Hundreds Of Microsoft Employees Are Leaking Their Salary Details On Purpose

Hundreds Of Microsoft Employees Are Leaking Their Salary Details On Purpose

Almost 400 Microsoft employees have decided to go “open source” with their salaries, in an attempt to turn the tables on management and determine whether or not they are being fairly compensated, according to OneZero

The movement to share salaries with each other started from a private Facebook group called “Young Microsoft FTE”, where full time employees (FTEs) spend time discussing the company. They have been collecting each others salaries in a Google spreadsheet. The 400 employees participating are a small sub-sect of Microsoft’s more than 140,000 workers. 

“Share your anonymous info so we can all get paid more together,” the objective at the top of the document states. 

The sheet looks at the details of how compensation is broken down for Microsoft employees and tracks years of experience, years at the company, percentage of merit-based raises, base pay and stock compensation. It also includes cash bonuses. Some employees have made note of special stock awards, which generally mark signing bonuses or milestone achievements.

Interestingly, the spreadsheet did not note gender. We don’t know if they just felt it was an irrelevant metric or if they didn’t want to offend any West Coast liberals by forcing them to identify as a gender. 

Regardless, Microsoft employees are situated on a scale that starts at level 59 and goes to level 80. Employees are hired at a certain level, and then can be promoted to new levels as they remain at the company. The typical employee who submitted data to the spreadsheet was a Level 62 software engineer based in Washington state. They’ve been at that level for a year and have been at Microsoft for three years, reporting five years of total experience and a base pay of $150,000. They reported a $20,000 cash bonus and another $15,000 in stock based bonuses. 

The data shows that an employee’s “level” is the greatest indicator of compensation at Microsoft, as opposed to overall experience or time spent at the company. It is rare that lower level employees are paid more than higher level employees. 

As employees progress, more of their compensation winds up coming in the form of stock. At level 66, for instance, employees reported that nearly 40% of compensation came from cash and stock bonuses. Stock bonuses stay relatively stable as a percentage of salary over the course of a Microsoft employee’s career, but can rise to 20% of annual income at higher levels. 

Employees have also said that a common tactic is to leave Microsoft, go work at another Seattle company like Amazon, only to come back and jump to a higher level after being re-hired at Microsoft. 

Data also indicated that Microsoft employees in India were paid “far less” than those in the U.S. A coder in India typically makes less than $50,000 per year, while Americans routinely make three times as much with up to 10 times as much compensation in bonuses. 

Zaheer Mohiuddin, co-founder of Levels.fyi, a tool that collects salary information across the tech industry said: “Most people don’t even realize what the leveling scheme is at other companies or where they should fit, and [levels have] a huge impact on salaries.”

Co-founder Zuhayeer Musa stated: “It was very much something we wanted to build for ourselves to help solve this compensation pay transparency issue, and we wanted to do that across companies. These internal salaries sharing threads were pretty great, but they didn’t encompass the whole industry, different companies across different levels.”

Musa concluded: “There is a huge altruistic component of why people contribute to Levels. fyi. I think it’s really people just seeing that there’s a need for something like this to exist.”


**WORK TO BE COMPLETED**
Only an exact copy of the entries, stripped of pictures, will serve as the answer.

Segment Start: STORED DATA

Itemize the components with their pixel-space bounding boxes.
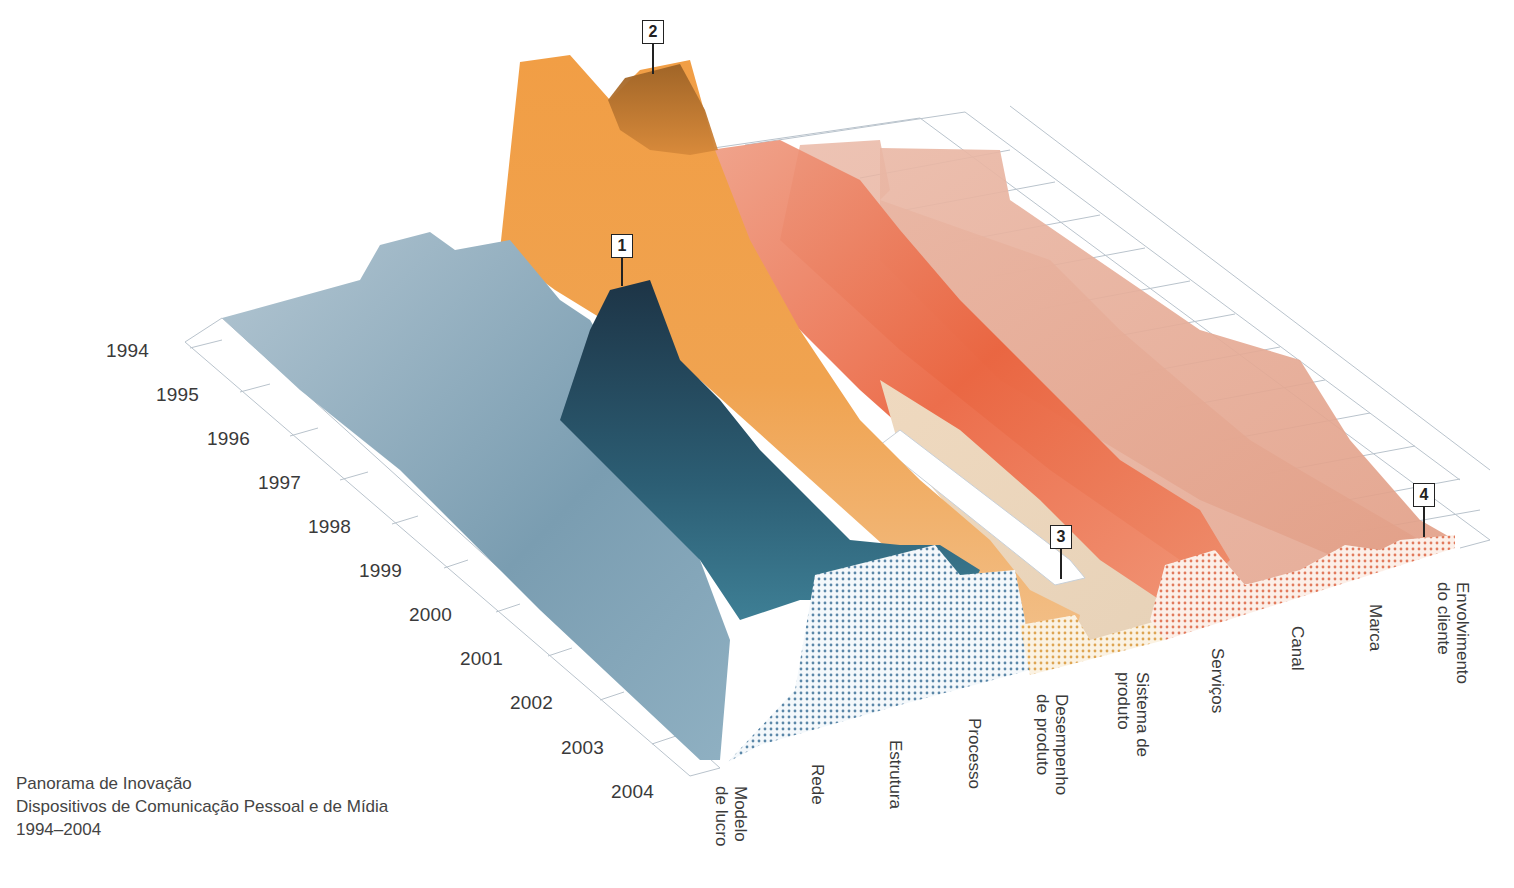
caption-subtitle: Dispositivos de Comunicação Pessoal e de… bbox=[16, 795, 388, 818]
year-label-2002: 2002 bbox=[510, 692, 553, 714]
callout-2-leader bbox=[652, 44, 654, 74]
category-label-desempenho-de-produto: Desempenho de produto bbox=[1033, 694, 1071, 795]
category-label-servicos: Serviços bbox=[1208, 648, 1227, 713]
year-label-1999: 1999 bbox=[359, 560, 402, 582]
category-label-marca: Marca bbox=[1366, 604, 1385, 651]
category-label-processo: Processo bbox=[965, 718, 984, 789]
year-label-1998: 1998 bbox=[308, 516, 351, 538]
callout-2: 2 bbox=[642, 20, 664, 44]
year-label-1995: 1995 bbox=[156, 384, 199, 406]
year-label-2004: 2004 bbox=[611, 781, 654, 803]
callout-1: 1 bbox=[611, 234, 633, 258]
year-label-1997: 1997 bbox=[258, 472, 301, 494]
category-label-canal: Canal bbox=[1288, 626, 1307, 670]
caption-title: Panorama de Inovação bbox=[16, 772, 388, 795]
callout-1-leader bbox=[621, 258, 623, 286]
category-label-rede: Rede bbox=[808, 764, 827, 805]
chart-caption: Panorama de Inovação Dispositivos de Com… bbox=[16, 772, 388, 841]
callout-3-leader bbox=[1060, 549, 1062, 579]
caption-period: 1994–2004 bbox=[16, 818, 388, 841]
year-label-2000: 2000 bbox=[409, 604, 452, 626]
category-label-estrutura: Estrutura bbox=[886, 740, 905, 809]
year-label-1996: 1996 bbox=[207, 428, 250, 450]
year-label-1994: 1994 bbox=[106, 340, 149, 362]
category-label-envolvimento-do-cliente: Envolvimento do cliente bbox=[1434, 582, 1472, 684]
year-label-2001: 2001 bbox=[460, 648, 503, 670]
year-label-2003: 2003 bbox=[561, 737, 604, 759]
category-label-modelo-de-lucro: Modelo de lucro bbox=[712, 786, 750, 846]
callout-3: 3 bbox=[1050, 525, 1072, 549]
callout-4: 4 bbox=[1413, 483, 1435, 507]
callout-4-leader bbox=[1423, 507, 1425, 537]
category-label-sistema-de-produto: Sistema de produto bbox=[1114, 672, 1152, 757]
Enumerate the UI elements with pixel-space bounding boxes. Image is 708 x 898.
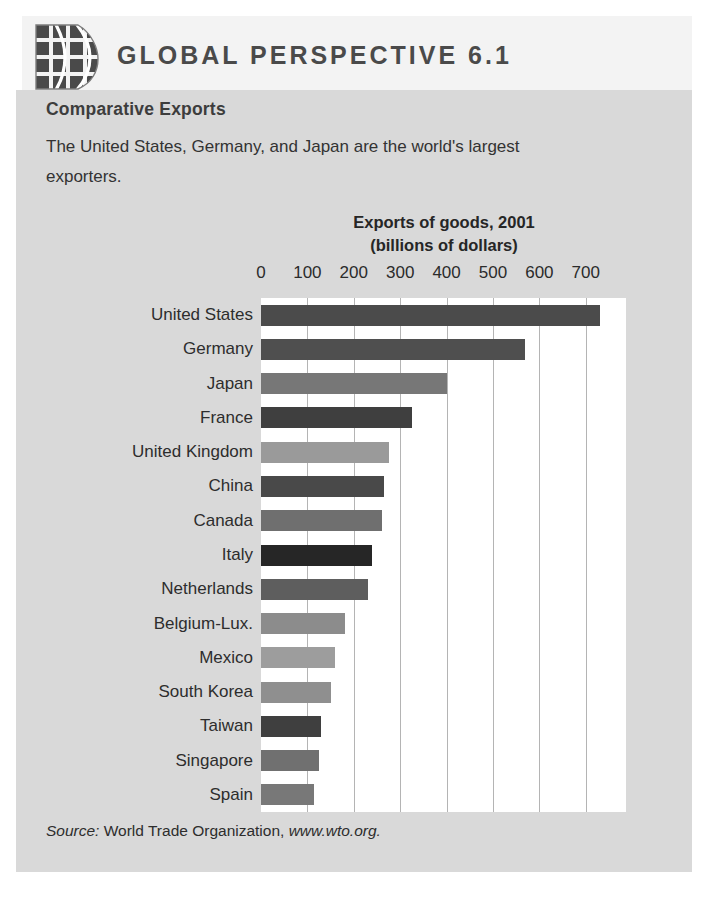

Segment End: STORED DATA

**ANSWER BELOW**
Itemize the components with their pixel-space bounding boxes.
caption-subtitle: Dispositivos de Comunicação Pessoal e de… bbox=[16, 795, 388, 818]
year-label-2002: 2002 bbox=[510, 692, 553, 714]
callout-2-leader bbox=[652, 44, 654, 74]
category-label-desempenho-de-produto: Desempenho de produto bbox=[1033, 694, 1071, 795]
category-label-servicos: Serviços bbox=[1208, 648, 1227, 713]
year-label-1999: 1999 bbox=[359, 560, 402, 582]
category-label-marca: Marca bbox=[1366, 604, 1385, 651]
category-label-processo: Processo bbox=[965, 718, 984, 789]
year-label-1998: 1998 bbox=[308, 516, 351, 538]
callout-2: 2 bbox=[642, 20, 664, 44]
year-label-1995: 1995 bbox=[156, 384, 199, 406]
year-label-2004: 2004 bbox=[611, 781, 654, 803]
callout-1: 1 bbox=[611, 234, 633, 258]
year-label-1997: 1997 bbox=[258, 472, 301, 494]
category-label-canal: Canal bbox=[1288, 626, 1307, 670]
caption-title: Panorama de Inovação bbox=[16, 772, 388, 795]
callout-1-leader bbox=[621, 258, 623, 286]
category-label-rede: Rede bbox=[808, 764, 827, 805]
chart-caption: Panorama de Inovação Dispositivos de Com… bbox=[16, 772, 388, 841]
callout-3-leader bbox=[1060, 549, 1062, 579]
caption-period: 1994–2004 bbox=[16, 818, 388, 841]
year-label-2000: 2000 bbox=[409, 604, 452, 626]
category-label-estrutura: Estrutura bbox=[886, 740, 905, 809]
year-label-1996: 1996 bbox=[207, 428, 250, 450]
year-label-1994: 1994 bbox=[106, 340, 149, 362]
category-label-envolvimento-do-cliente: Envolvimento do cliente bbox=[1434, 582, 1472, 684]
year-label-2001: 2001 bbox=[460, 648, 503, 670]
year-label-2003: 2003 bbox=[561, 737, 604, 759]
category-label-modelo-de-lucro: Modelo de lucro bbox=[712, 786, 750, 846]
callout-3: 3 bbox=[1050, 525, 1072, 549]
callout-4: 4 bbox=[1413, 483, 1435, 507]
callout-4-leader bbox=[1423, 507, 1425, 537]
category-label-sistema-de-produto: Sistema de produto bbox=[1114, 672, 1152, 757]
Enumerate the UI elements with pixel-space bounding boxes. Image is 708 x 898.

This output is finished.